North Las Vegas
North Las Vegas industrializes utilities: about 294,000 residents, 1,200 new business licenses, and an Apex buildout where waterlines and permit control decide the next factory.
North Las Vegas makes money from pipes and permits, not from the Strip. The city sits 570 metres above sea level in the Las Vegas Valley and the city's 2025 performance metrics estimate about 294,000 residents, far above the old GeoNames baseline. Most summaries frame it as the valley's cheaper northern sibling, a fast-growing suburb attached to casino gravity. The more useful business fact is that North Las Vegas has spent years turning municipal control over water, sewer, easements, and industrial land into its main competitive asset.
Apex is the clearest expression of that model. In January 2023 the city announced a $37 million Southern Nevada Water Authority allocation for a second waterline and sewer system serving more than 7,000 developable acres inside Apex Industrial Park. That utility work addressed only part of the bottleneck. On July 15, 2025, the city said the Apex Area Technical Corrections Act was now in effect, allowing North Las Vegas to issue permits for electric, water, natural gas, phone, and rail rights-of-way across the broader 18,000-acre Apex industrial complex instead of routing each request through the Bureau of Land Management. The tenant mix makes the stakes tangible. The Review-Journal reported that Kroger's Smith's distribution center in Apex had grown to about 220 employees as cold-storage operations expanded, with a long-run target of 250 jobs, while Crocs-owned HEYDUDE and Prologis were also anchoring the zone. Once fully built out, the city says Apex could attract $7 billion in private investment and more than 73,000 jobs.
That is the Wikipedia gap. North Las Vegas is not merely absorbing spillover from Las Vegas; it is engineering a different metabolism and helping Southern Nevada diversify away from gambling and tourism dependence. Casino tourism is an event economy. North Las Vegas is a habitat-construction economy where reservoirs, pump stations, sewer lines, access roads, and permit desks determine which firms can physically exist. The city's 2025 dashboard estimated 1,200 new business licenses and 617 planning and zoning administrative reviews. That is what municipal throughput looks like when growth is really an infrastructure business. Once those fixed assets go in, each new warehouse or factory makes the next one easier to finance, service, and permit.
Beaver is the right organism. Beavers do not dominate by speed or glamour; they change the landscape so value flows through structures they built. North Las Vegas works the same way. Niche construction explains why utility work creates the business habitat. Resource allocation explains why water, easements, and transmission capacity matter more than branding. Positive feedback loops explain why every unlocked parcel increases the returns on unlocking the next one.
North Las Vegas's 2025 performance metrics estimate 1,200 new business licenses and 617 planning-and-zoning administrative reviews, showing how much of the city's growth is really a permitting and infrastructure business.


:: About this exercise ::
The answer must consist of every line from the data that holds the string "sudoku".
Segment Open
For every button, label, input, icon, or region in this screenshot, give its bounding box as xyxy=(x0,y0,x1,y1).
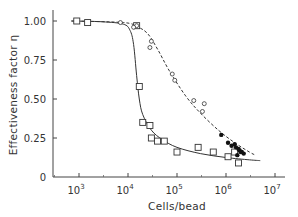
square-marker xyxy=(236,160,242,166)
y-ticks: 00.250.500.751.00 xyxy=(24,16,57,183)
y-tick-label: 0.25 xyxy=(24,133,46,144)
x-ticks: 103104105106107 xyxy=(55,173,281,196)
y-axis-label: Effectiveness factor η xyxy=(7,35,19,156)
square-marker xyxy=(85,20,91,26)
square-marker xyxy=(174,149,180,155)
x-tick-label: 103 xyxy=(67,183,84,196)
open-circle-marker xyxy=(200,109,204,113)
filled-circle-marker xyxy=(235,153,239,157)
square-marker xyxy=(161,138,167,144)
square-marker xyxy=(210,149,216,155)
open-circle-marker xyxy=(148,46,152,50)
x-tick-label: 105 xyxy=(165,183,182,196)
filled-circle-marker xyxy=(219,133,223,137)
y-tick-label: 1.00 xyxy=(24,16,46,27)
x-axis-label: Cells/bead xyxy=(148,200,206,212)
square-marker xyxy=(195,144,201,150)
y-tick-label: 0 xyxy=(40,172,46,183)
y-tick-label: 0.50 xyxy=(24,94,46,105)
open-circle-marker xyxy=(149,39,153,43)
open-circle-marker xyxy=(118,21,122,25)
square-marker xyxy=(155,138,161,144)
effectiveness-chart: 00.250.500.751.00 103104105106107 Cells/… xyxy=(0,0,298,217)
square-marker xyxy=(147,123,153,129)
square-marker xyxy=(225,154,231,160)
open-circle-marker xyxy=(173,78,177,82)
open-circle-marker xyxy=(202,102,206,106)
dashed-fit-curve xyxy=(71,21,255,155)
square-marker xyxy=(136,84,142,90)
y-tick-label: 0.75 xyxy=(24,55,46,66)
axes xyxy=(53,10,285,177)
open-circle-marker xyxy=(132,25,136,29)
x-tick-label: 107 xyxy=(263,183,280,196)
filled-circle-marker xyxy=(226,140,230,144)
filled-circle-marker xyxy=(242,151,246,155)
square-marker xyxy=(140,119,146,125)
open-circle-marker xyxy=(170,72,174,76)
square-marker xyxy=(74,18,80,24)
x-tick-label: 104 xyxy=(116,183,134,196)
open-circle-marker xyxy=(192,99,196,103)
square-marker xyxy=(148,135,154,141)
x-tick-label: 106 xyxy=(214,183,232,196)
data-points xyxy=(74,18,246,166)
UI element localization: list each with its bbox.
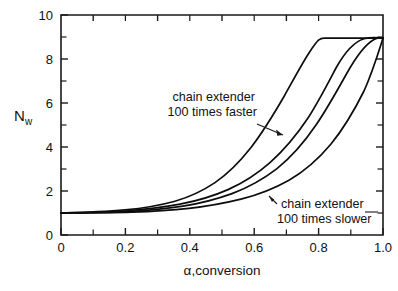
y-tick-label-0: 0 — [46, 228, 53, 243]
x-tick-label-4: 0.8 — [310, 240, 328, 255]
annotation-faster-line1: chain extender — [172, 90, 255, 104]
annotation-faster: chain extender 100 times faster — [167, 90, 257, 119]
curve-chain-extender-middle-upper — [61, 38, 383, 213]
y-tick-label-2: 4 — [46, 140, 53, 155]
y-axis-ticks-left — [61, 15, 68, 235]
x-tick-label-2: 0.4 — [181, 240, 199, 255]
y-tick-label-3: 6 — [46, 96, 53, 111]
y-axis-title-main: N — [14, 107, 25, 124]
x-axis-ticks-top — [93, 15, 351, 21]
y-tick-label-4: 8 — [46, 52, 53, 67]
y-axis-title: N w — [14, 107, 33, 127]
curve-chain-extender-faster — [61, 38, 383, 213]
y-tick-label-5: 10 — [39, 8, 53, 23]
annotation-slower-line1: chain extender — [281, 197, 364, 211]
annotation-slower-leader — [269, 196, 277, 204]
y-axis-title-subscript: w — [24, 116, 33, 127]
x-axis-ticks-bottom — [61, 228, 383, 235]
curve-chain-extender-middle-lower — [61, 38, 383, 213]
annotation-slower-line2: 100 times slower — [277, 212, 372, 226]
y-axis-tick-labels: 0 2 4 6 8 10 — [39, 8, 53, 243]
x-tick-label-0: 0 — [57, 240, 64, 255]
y-axis-ticks-right — [376, 37, 383, 213]
x-tick-label-1: 0.2 — [116, 240, 134, 255]
x-axis-title: α,conversion — [184, 263, 261, 278]
x-tick-label-5: 1.0 — [374, 240, 392, 255]
curve-chain-extender-slower — [61, 38, 383, 213]
y-tick-label-1: 2 — [46, 184, 53, 199]
data-curves — [61, 38, 383, 213]
annotation-slower: chain extender 100 times slower — [277, 197, 372, 226]
x-tick-label-3: 0.6 — [245, 240, 263, 255]
annotation-faster-line2: 100 times faster — [167, 105, 257, 119]
x-axis-tick-labels: 0 0.2 0.4 0.6 0.8 1.0 — [57, 240, 392, 255]
plot-area: 0 0.2 0.4 0.6 0.8 1.0 0 2 4 6 8 10 N w α… — [0, 0, 398, 291]
chart-figure: 0 0.2 0.4 0.6 0.8 1.0 0 2 4 6 8 10 N w α… — [0, 0, 398, 291]
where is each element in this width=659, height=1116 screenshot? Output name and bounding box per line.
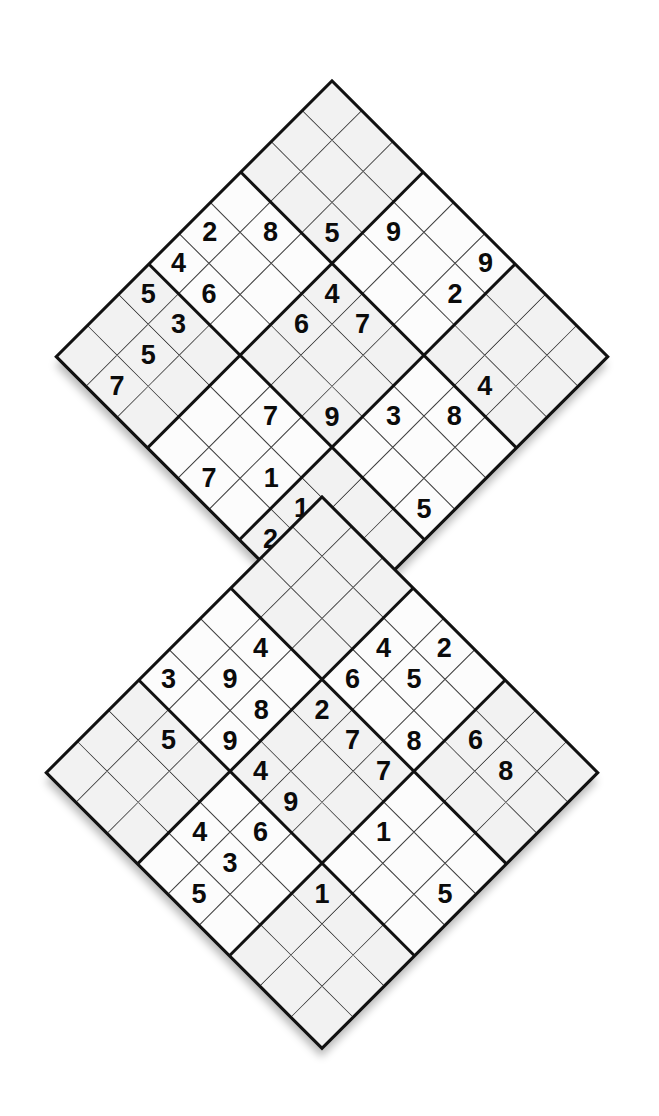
top-grid-cells: 99254847826346955375118772 — [332, 80, 608, 356]
bottom-value-r8-c8 — [301, 995, 343, 1037]
bottom-grid-cells: 2456868427798153949561435 — [322, 496, 598, 772]
sudoku-grid-bottom[interactable]: 2456868427798153949561435 — [46, 496, 598, 1048]
sudoku-page: 99254847826346955375118772 2456868427798… — [0, 0, 659, 1116]
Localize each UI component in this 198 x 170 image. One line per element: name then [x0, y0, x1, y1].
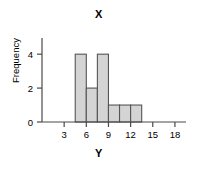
y-tick-label: 4 — [28, 49, 33, 60]
x-tick-label: 12 — [125, 129, 136, 140]
x-tick-label: 3 — [62, 129, 67, 140]
x-tick-label: 18 — [170, 129, 181, 140]
x-tick-label: 15 — [147, 129, 158, 140]
x-tick-label: 6 — [84, 129, 89, 140]
histogram-bar — [131, 105, 142, 122]
histogram-bar — [86, 88, 97, 122]
plot-area: 369121518 024 — [0, 0, 198, 170]
bars-group — [75, 54, 141, 122]
x-axis-label: Y — [0, 147, 198, 159]
histogram-bar — [108, 105, 119, 122]
y-axis-ticks: 024 — [28, 49, 42, 128]
histogram-bar — [120, 105, 131, 122]
y-tick-label: 0 — [28, 117, 33, 128]
x-axis-ticks: 369121518 — [62, 122, 181, 140]
histogram-figure: X Frequency 369121518 024 Y — [0, 0, 198, 170]
histogram-bar — [97, 54, 108, 122]
y-tick-label: 2 — [28, 83, 33, 94]
x-tick-label: 9 — [106, 129, 111, 140]
histogram-bar — [75, 54, 86, 122]
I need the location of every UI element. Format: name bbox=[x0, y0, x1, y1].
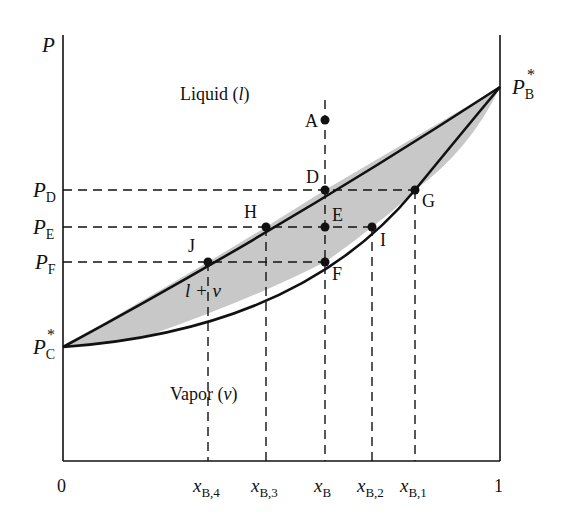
point-J bbox=[204, 258, 213, 267]
label-I: I bbox=[380, 230, 386, 250]
label-PC-star-sup: * bbox=[47, 326, 55, 343]
label-xB1: xB,1 bbox=[399, 475, 427, 500]
point-H bbox=[262, 223, 271, 232]
label-E: E bbox=[332, 205, 343, 225]
label-PE: PE bbox=[32, 215, 54, 242]
x-tick-1: 1 bbox=[494, 476, 503, 496]
label-H: H bbox=[244, 202, 257, 222]
label-xB4: xB,4 bbox=[192, 475, 220, 500]
x-tick-0: 0 bbox=[57, 476, 66, 496]
label-PB-star-sup: * bbox=[527, 66, 535, 83]
y-axis-label: P bbox=[41, 33, 55, 57]
label-xB3: xB,3 bbox=[250, 475, 278, 500]
label-D: D bbox=[306, 167, 319, 187]
label-xB: xB bbox=[313, 475, 331, 500]
two-phase-fill bbox=[63, 87, 500, 347]
label-A: A bbox=[305, 111, 318, 131]
point-F bbox=[321, 258, 330, 267]
region-two-phase-label: l + v bbox=[185, 280, 222, 301]
label-PD: PD bbox=[32, 178, 56, 205]
point-G bbox=[411, 186, 420, 195]
label-G: G bbox=[422, 191, 435, 211]
label-PF: PF bbox=[34, 250, 56, 277]
region-liquid-label: Liquid (l) bbox=[180, 84, 250, 105]
point-A bbox=[321, 116, 330, 125]
point-D bbox=[321, 186, 330, 195]
label-J: J bbox=[188, 236, 195, 256]
point-E bbox=[321, 223, 330, 232]
label-xB2: xB,2 bbox=[356, 475, 384, 500]
phase-diagram: A D E F G H I J P PD PE PF PC * PB * Liq… bbox=[0, 0, 563, 521]
label-F: F bbox=[332, 264, 342, 284]
point-I bbox=[368, 223, 377, 232]
region-vapor-label: Vapor (v) bbox=[170, 384, 237, 405]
Segment Closed
:: Written solution ::
sudoku-grid-bottom[interactable]: 2456868427798153949561435 — [46, 496, 598, 1048]
sudoku-page: 99254847826346955375118772 2456868427798… — [0, 0, 659, 1116]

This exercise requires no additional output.